How Iran Became a Home to Jewish Refugees from Soviet-Occupied Poland

In 1942, over 100,000 refugees of Polish origin made their way to Iran. Many had been in the eastern parts of Poland during the Soviet invasion, and were from there exiled by Stalin to Central Asia, whence they made their way to Iran. Others had been part of the so-called Anders Army, a Polish fighting force organized with the approval of London and Moscow to fight Germany. Among both soldiers and civilians were a large number of Jews; one of the officers, in fact, was the future Israeli prime minister Menachem Begin. Mikhal Dekel tells part of their story:

Three thousand, perhaps more, [of the refugees] were Jewish, including four rabbis and nearly 1,000 unaccompanied children who were taken from Polish orphanages in the Soviet Union. There were also several hundred Polish Jewish stowaways, recent converts to Catholicism, women who pretended to be married to Polish officers, and the like.

Christian and Jewish Polish citizens had been exiled by the Soviets together, first from Soviet-occupied Poland to the Soviet interior and later to the Central Asian republics. In Central Asia, they received aid that was collected by U.S.-based and international Jewish and Catholic charities and distributed by representatives of the Polish government in exile; in the Uzbek Soviet Socialist Republic’s cities of Samarkand and Bukhara, Jewish and Christian children were housed jointly in Polish orphanages. And amid tensions and animosity—Jewish refugees received less aid, Jewish children were sometimes taunted and beaten in Polish orphanages—there had also been the intimacy of Polish-speaking citizens who shared a common fate.

These discrepancies only worsened in Iran, until assistance from the Jewish Agency for Palestine was able to provide some support.
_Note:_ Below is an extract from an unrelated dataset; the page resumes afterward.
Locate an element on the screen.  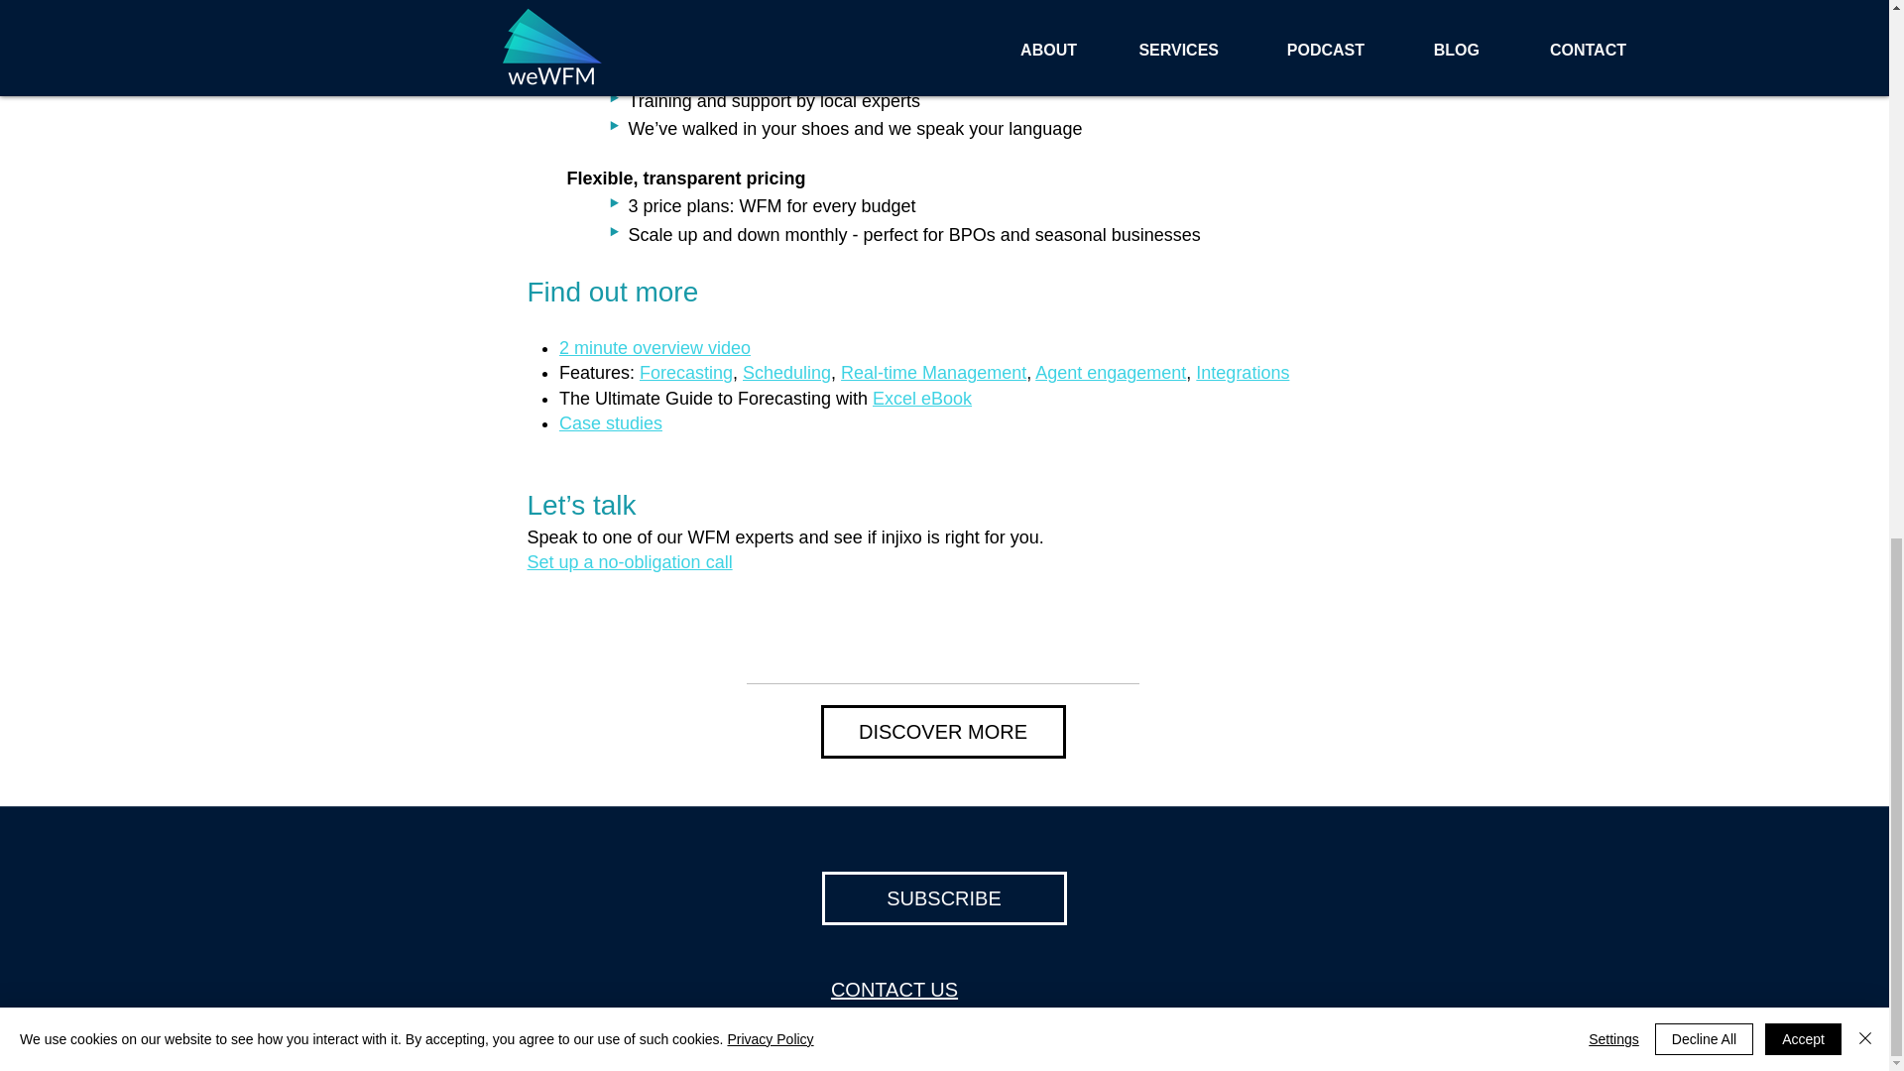
DISCOVER MORE is located at coordinates (943, 731).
Then the story took another unexpected turn:

By early 1943, after rising bread costs spurred widespread demonstrations among the local population, the majority of Polish refugees—both Jewish and Christian—would evacuate Iran to India, Lebanon, and Syria. The largest number would be transfered to British-controlled Palestine. There, Jewish children would be raised on kibbutzim, at boarding schools, and with foster families as future citizens of a Jewish state, while Polish children would attend Catholic schools in Jerusalem and Nazareth, and mixed schools in Tel Aviv. . . . In Palestine, tensions between Christians and Jews subsided considerably. Most civilian Christian refugees stayed there until 1947, when the British mandate over Palestine ended.
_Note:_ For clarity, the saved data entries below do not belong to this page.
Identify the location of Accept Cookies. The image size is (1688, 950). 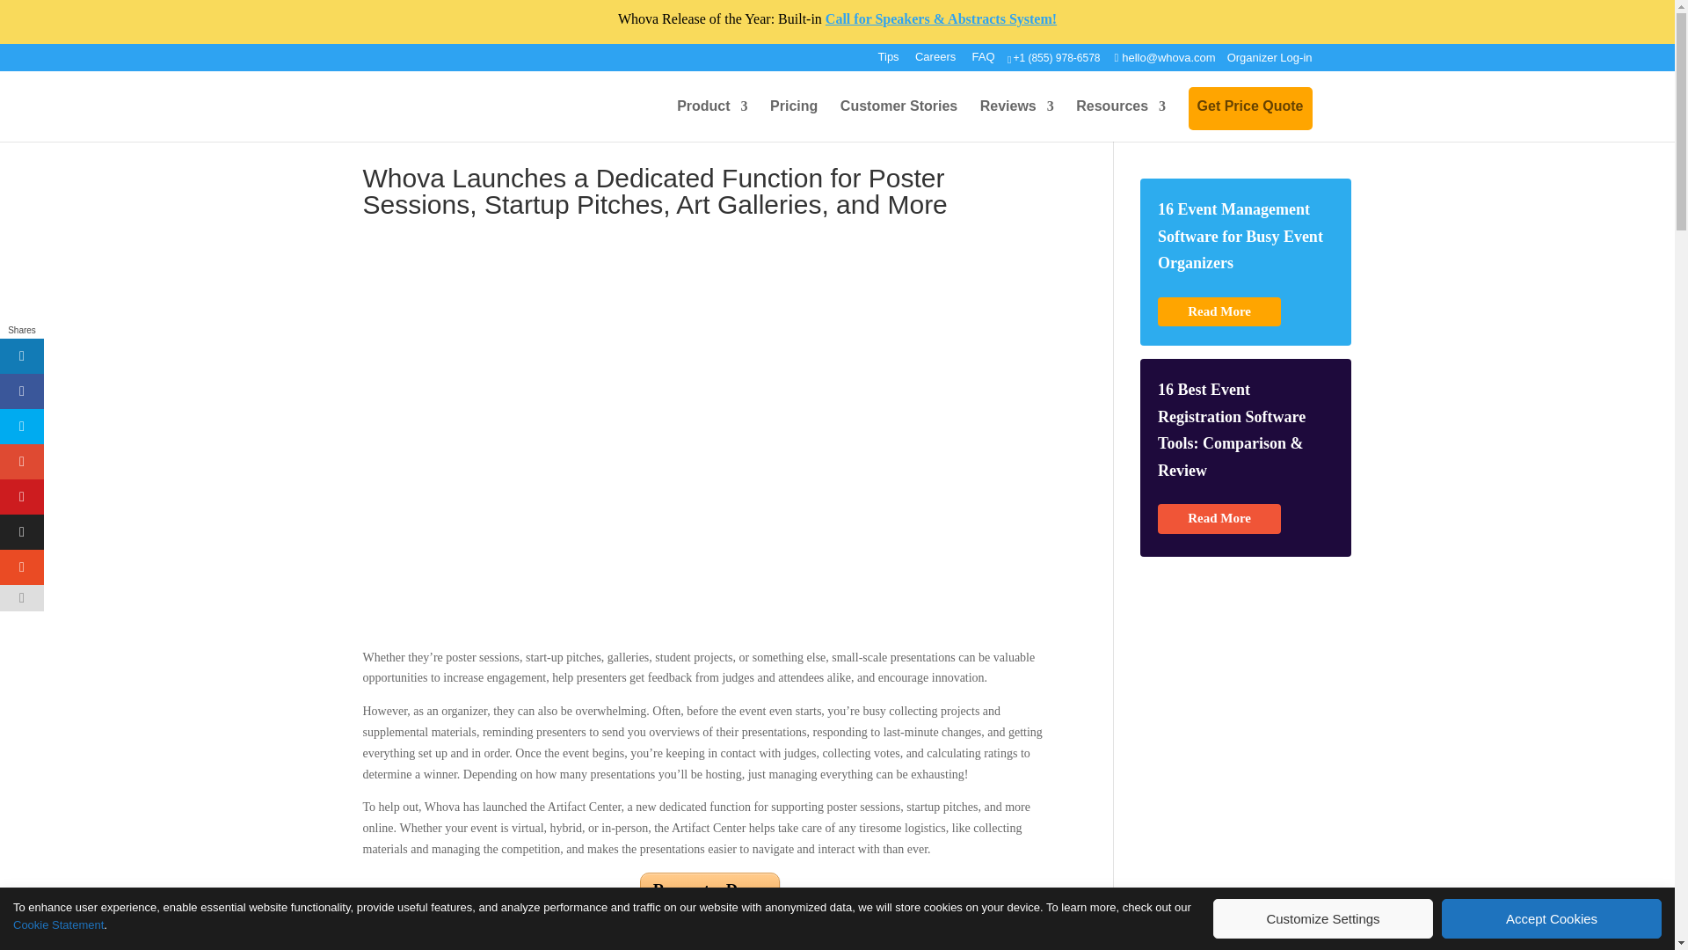
(1551, 918). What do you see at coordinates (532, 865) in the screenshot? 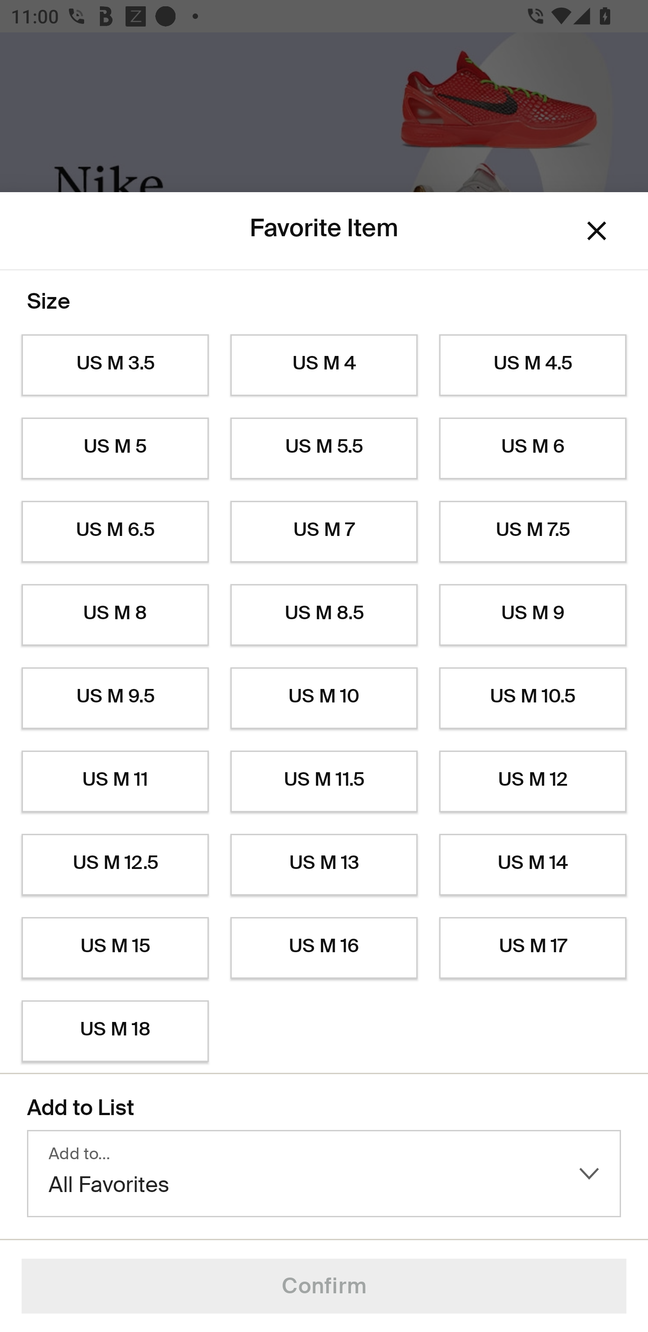
I see `US M 14` at bounding box center [532, 865].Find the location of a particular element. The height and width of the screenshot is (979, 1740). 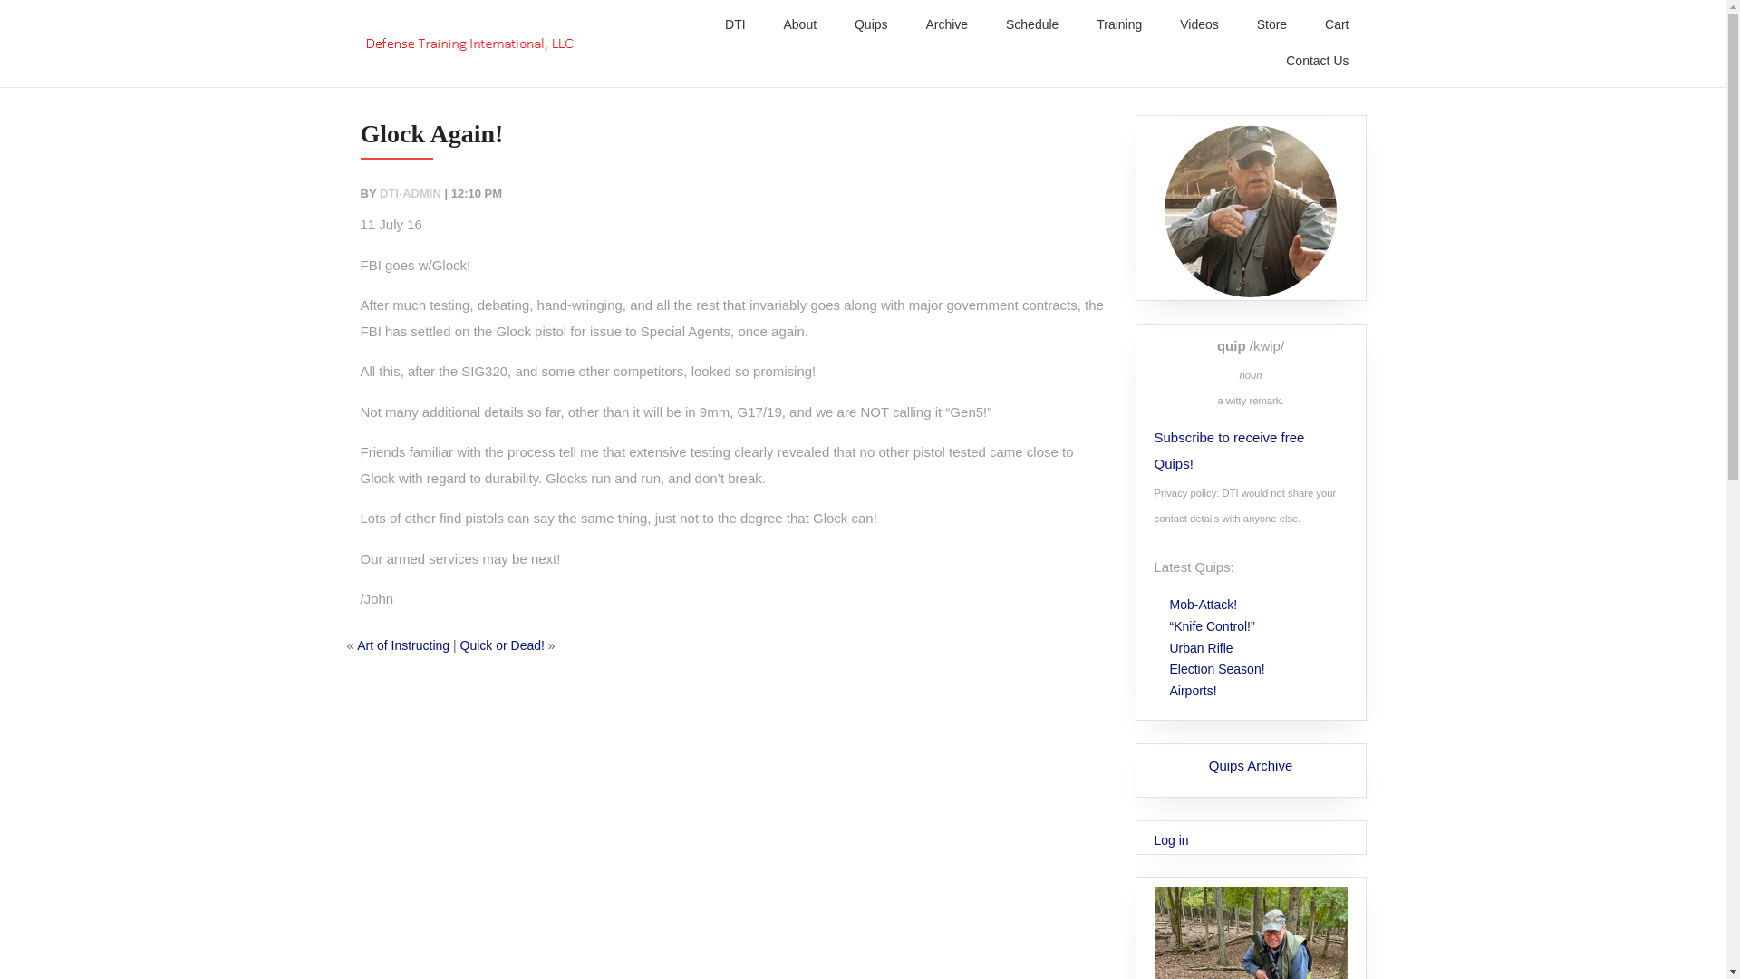

Store is located at coordinates (1273, 24).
Most of the Christian soldiers swiftly departed Palestine for Italy, where they fought alongside the British.

Read more at Foreign Policy

More about: Iran, Menachem Begin, Poland, Polish Jewry, Soviet Union, World War II

For the Sake of Gaza, Defeat Hamas Soon

For some time, opponents of U.S support for Israel have been urging the White House to end the war in Gaza, or simply calling for a ceasefire. Douglas Feith and Lewis Libby consider what such a result would actually entail:

Ending the war immediately would allow Hamas to survive and retain military and governing power. Leaving it in the area containing the Sinai-Gaza smuggling routes would ensure that Hamas can rearm. This is why Hamas leaders now plead for a ceasefire. A ceasefire will provide some relief for Gazans today, but a prolonged ceasefire will preserve Hamas’s bloody oppression of Gaza and make future wars with Israel inevitable.

For most Gazans, even when there is no hot war, Hamas’s dictatorship is a nightmarish tyranny. Hamas rule features the torture and murder of regime opponents, official corruption, extremist indoctrination of children, and misery for the population in general. Hamas diverts foreign aid and other resources from proper uses; instead of improving life for the mass of the people, it uses the funds to fight against Palestinians and Israelis.
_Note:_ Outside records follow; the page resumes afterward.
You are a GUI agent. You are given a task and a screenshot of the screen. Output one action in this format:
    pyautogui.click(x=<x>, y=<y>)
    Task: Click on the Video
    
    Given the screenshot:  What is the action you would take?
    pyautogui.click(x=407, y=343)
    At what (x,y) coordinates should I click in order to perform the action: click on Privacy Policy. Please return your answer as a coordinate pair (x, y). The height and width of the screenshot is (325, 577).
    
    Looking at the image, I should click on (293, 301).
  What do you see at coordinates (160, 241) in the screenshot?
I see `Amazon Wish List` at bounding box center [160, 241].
Moreover, a Hamas-affiliated website warned Gazans last month against cooperating with Israel in securing and delivering the truckloads of aid flowing into the Strip. It promised to deal with those who do with “an iron fist.” In other words, if Hamas remains in power, it will begin torturing, imprisoning, or murdering those it deems collaborators the moment the war ends. Thereafter, Hamas will begin planning its next attack on Israel:

Hamas’s goals are to overshadow the Palestinian Authority, win control of the West Bank, and establish Hamas leadership over the Palestinian revolution. Hamas’s ultimate aim is to spark a regional war to obliterate Israel and, as Hamas leaders steadfastly maintain, fulfill a Quranic vision of killing all Jews.

Hamas planned for corpses of Palestinian babies and mothers to serve as the mainspring of its October 7 war plan. Hamas calculated it could survive a war against a superior Israeli force and energize enemies of Israel around the world. The key to both aims was arranging for grievous Palestinian civilian losses. . . . That element of Hamas’s war plan is working impressively.